* [Your instructions]:
Nothing but the lines from the one containing "The image size" to the end of the records that follow should be transcribed, each exactly, with the pictures left out.

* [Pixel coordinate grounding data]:

# # # #

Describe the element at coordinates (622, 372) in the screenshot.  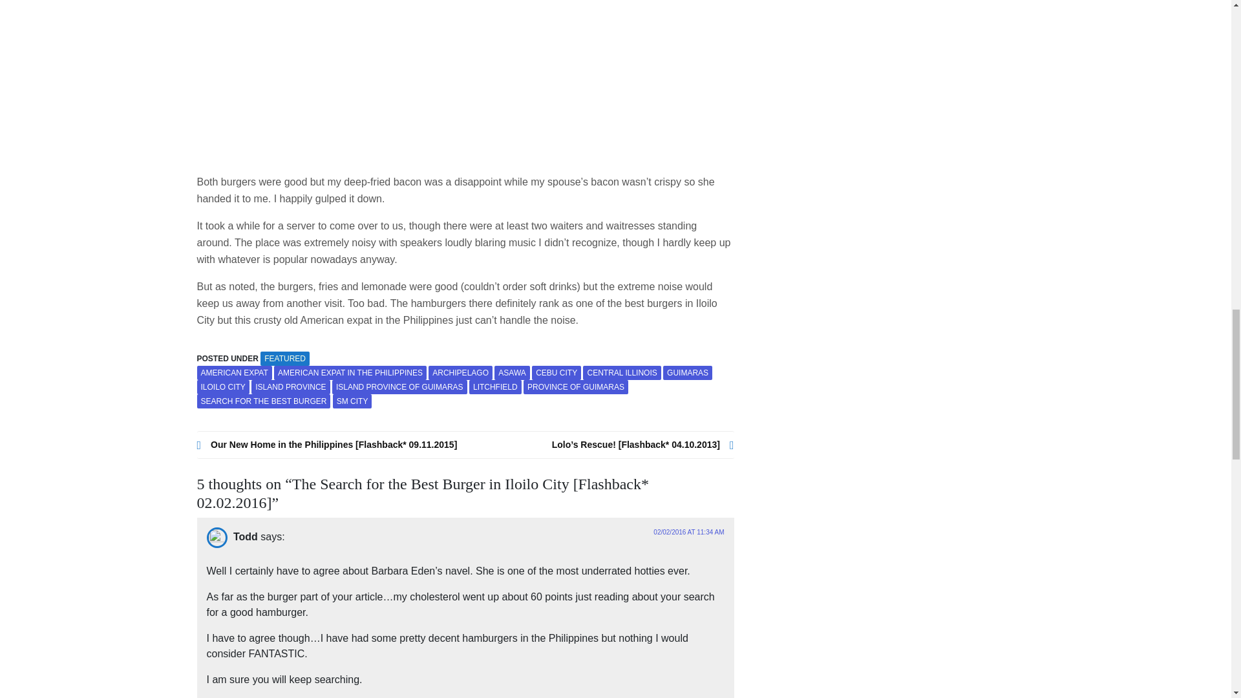
I see `CENTRAL ILLINOIS` at that location.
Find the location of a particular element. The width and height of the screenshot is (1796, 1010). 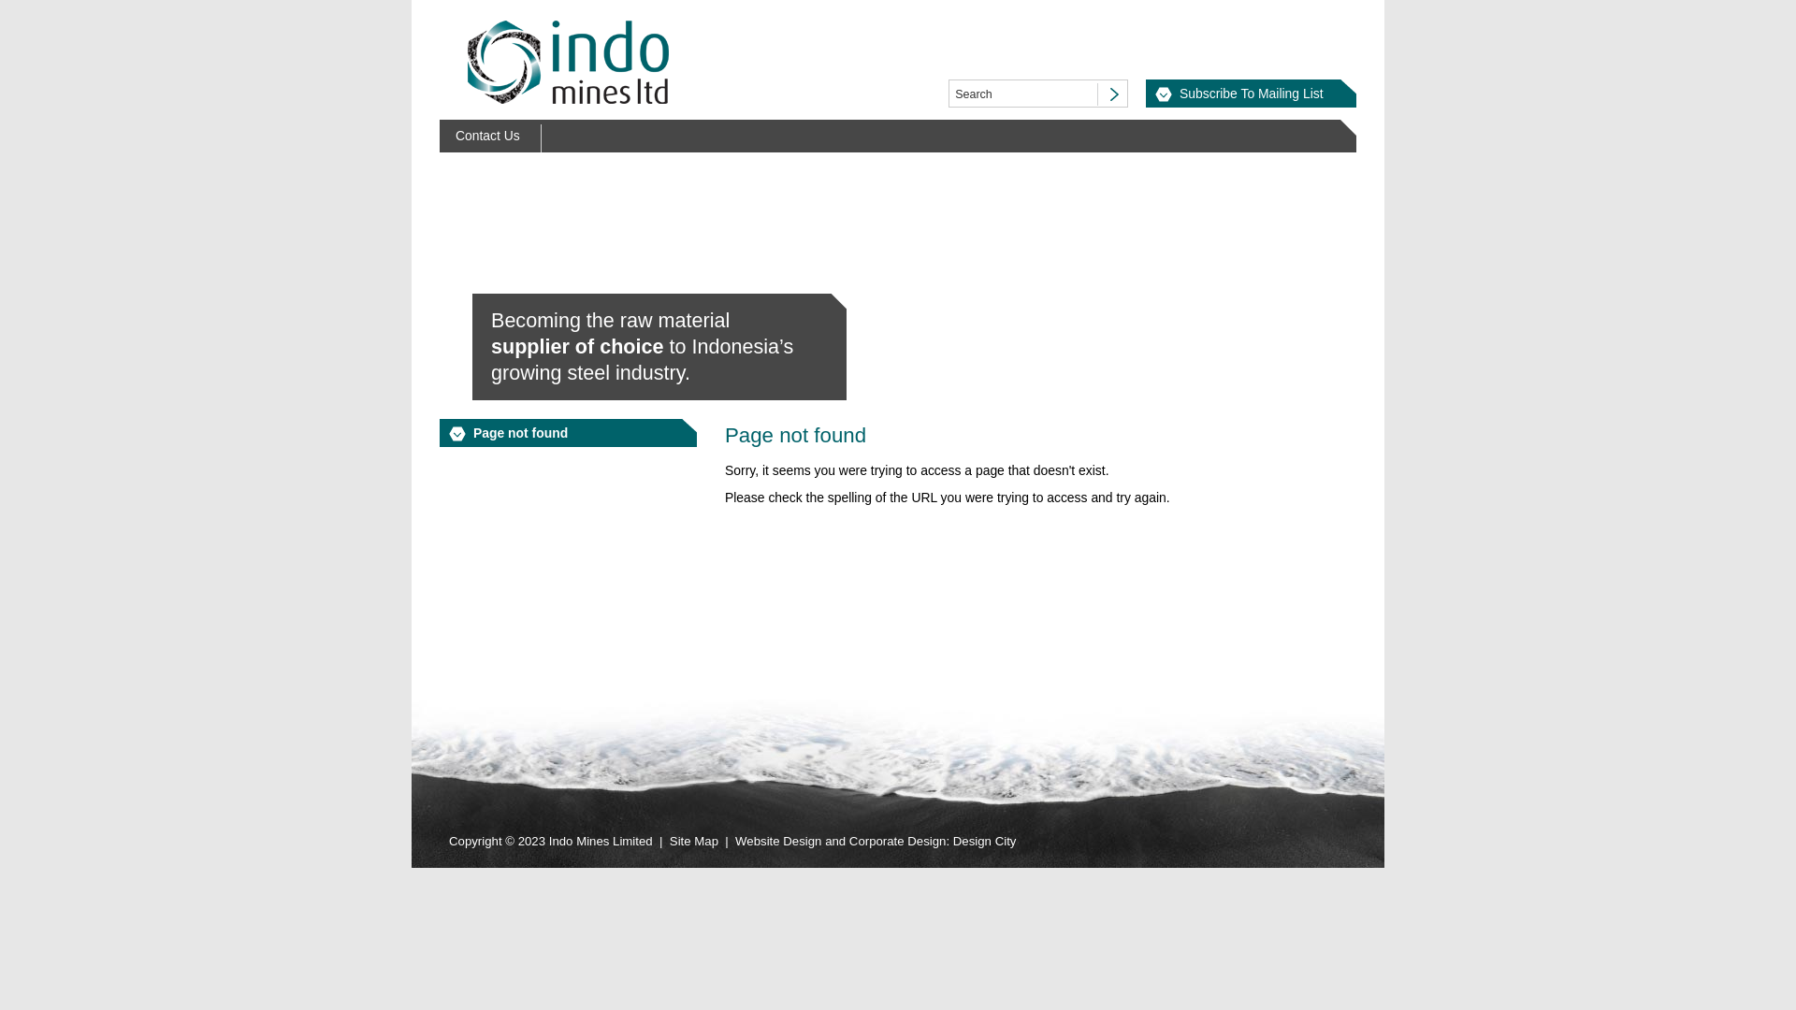

Design City is located at coordinates (985, 842).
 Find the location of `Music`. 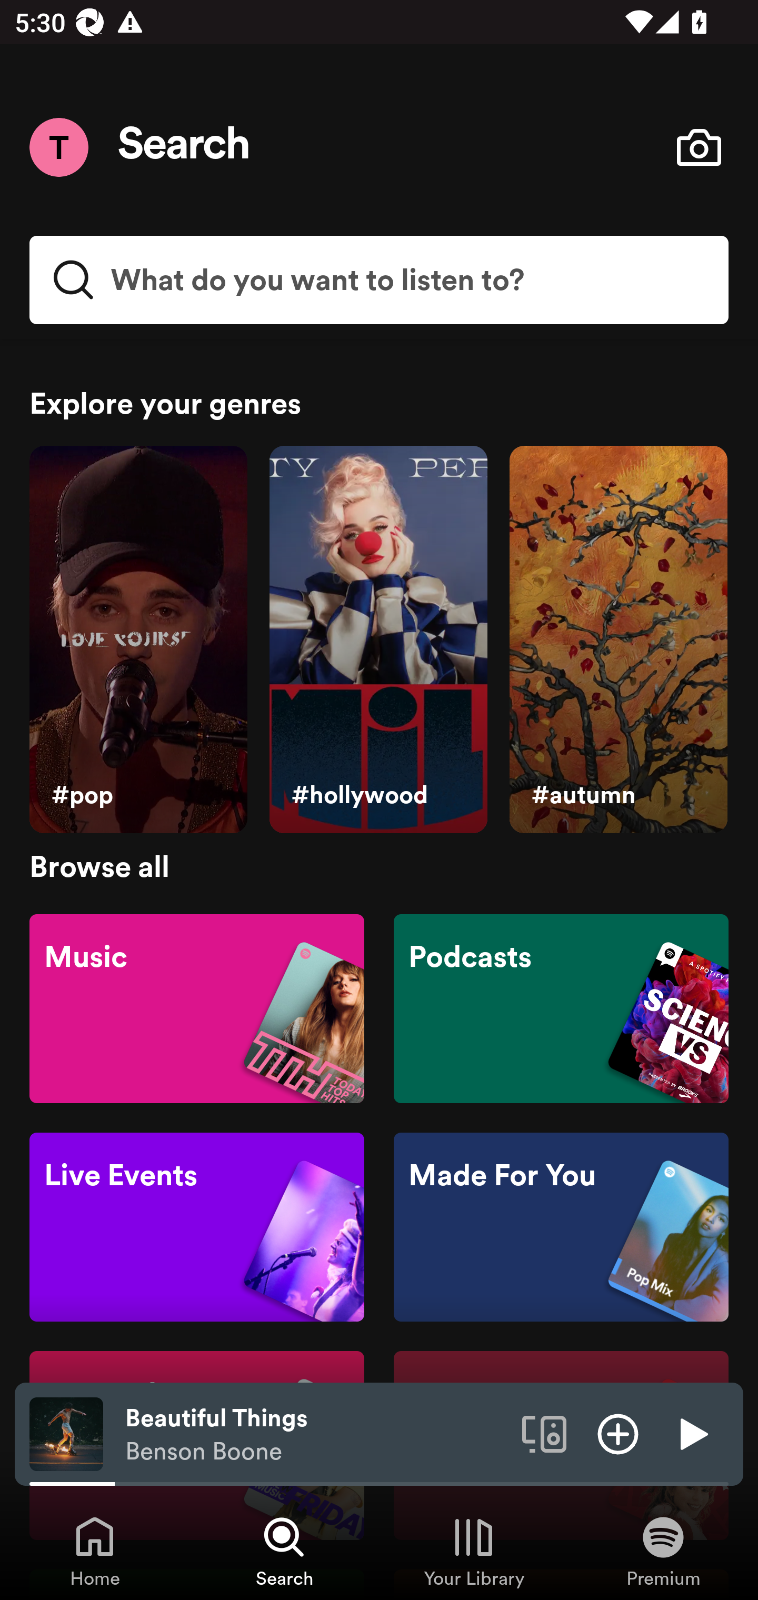

Music is located at coordinates (197, 1007).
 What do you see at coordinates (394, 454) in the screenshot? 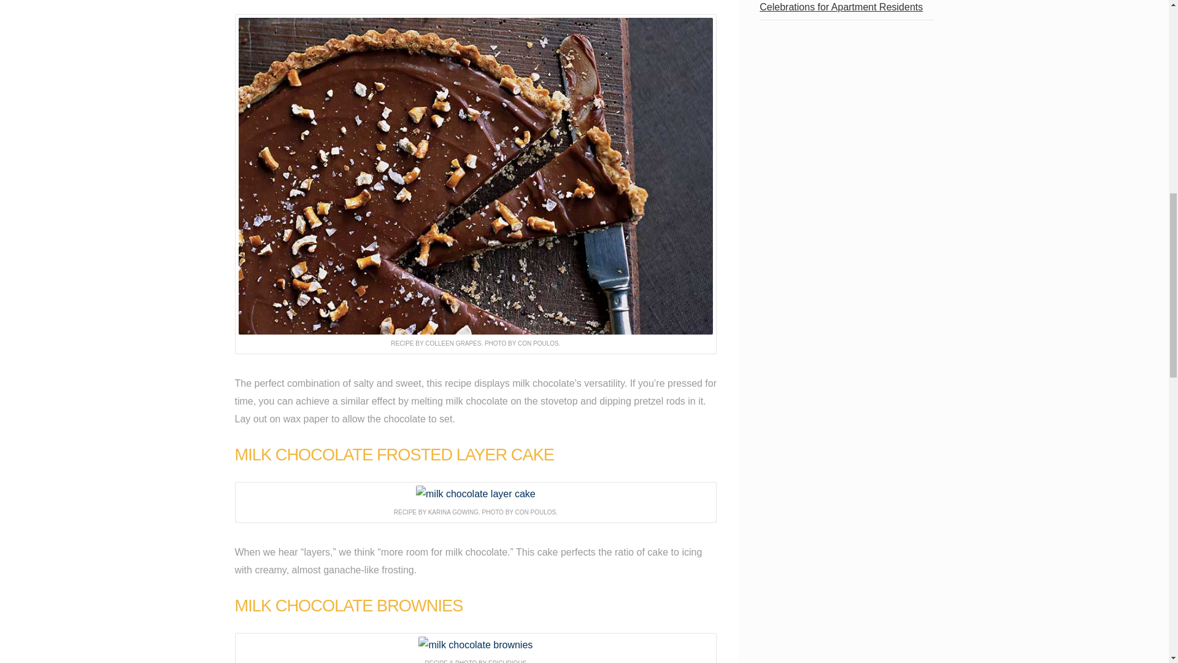
I see `MILK CHOCOLATE FROSTED LAYER CAKE` at bounding box center [394, 454].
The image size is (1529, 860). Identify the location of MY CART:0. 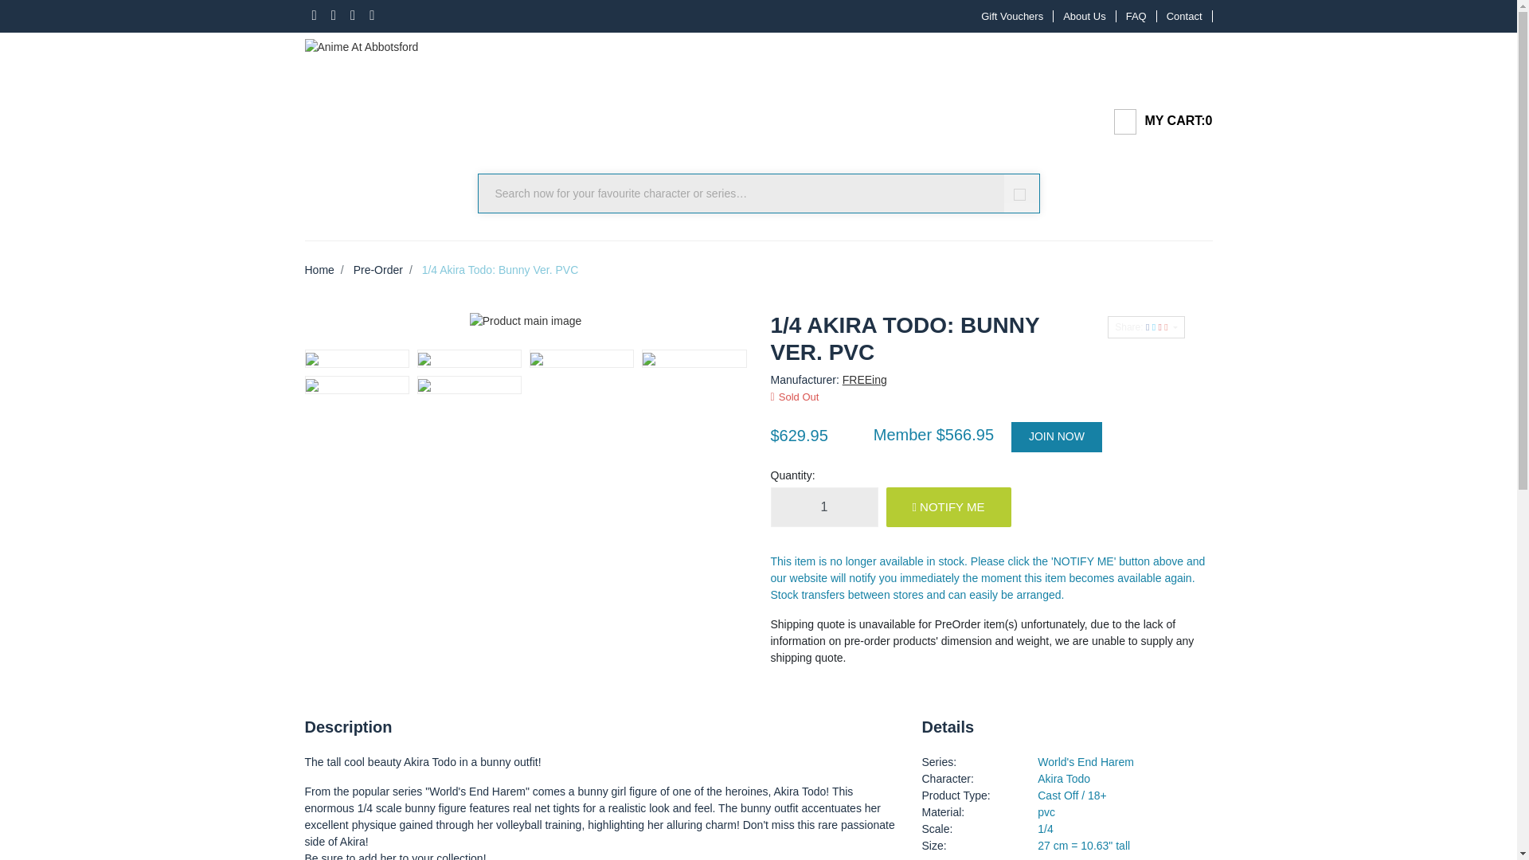
(1156, 122).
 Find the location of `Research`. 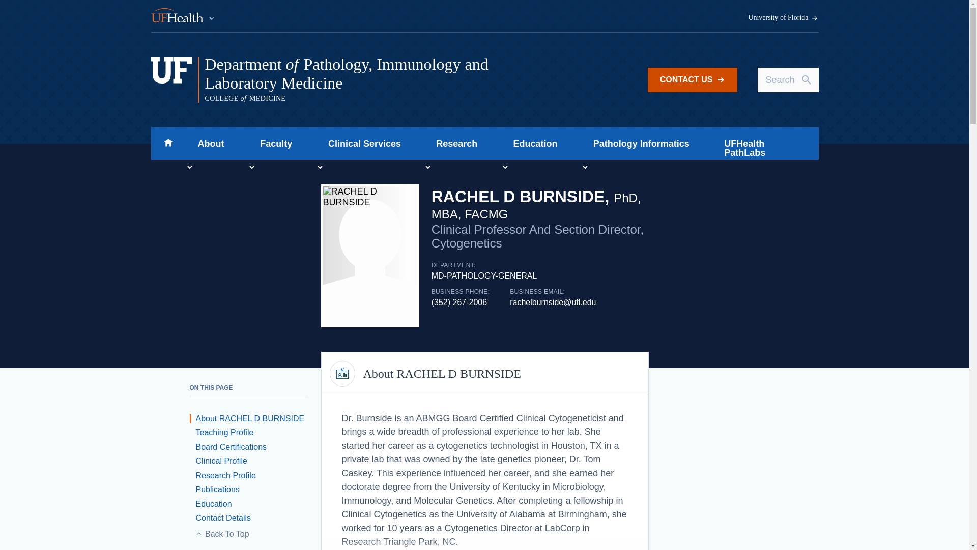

# # # #

* [Output for this task]:
The image size is (1529, 860). Identify the location of MY CART:0. 
(1156, 122).
 Find the location of `Research`. 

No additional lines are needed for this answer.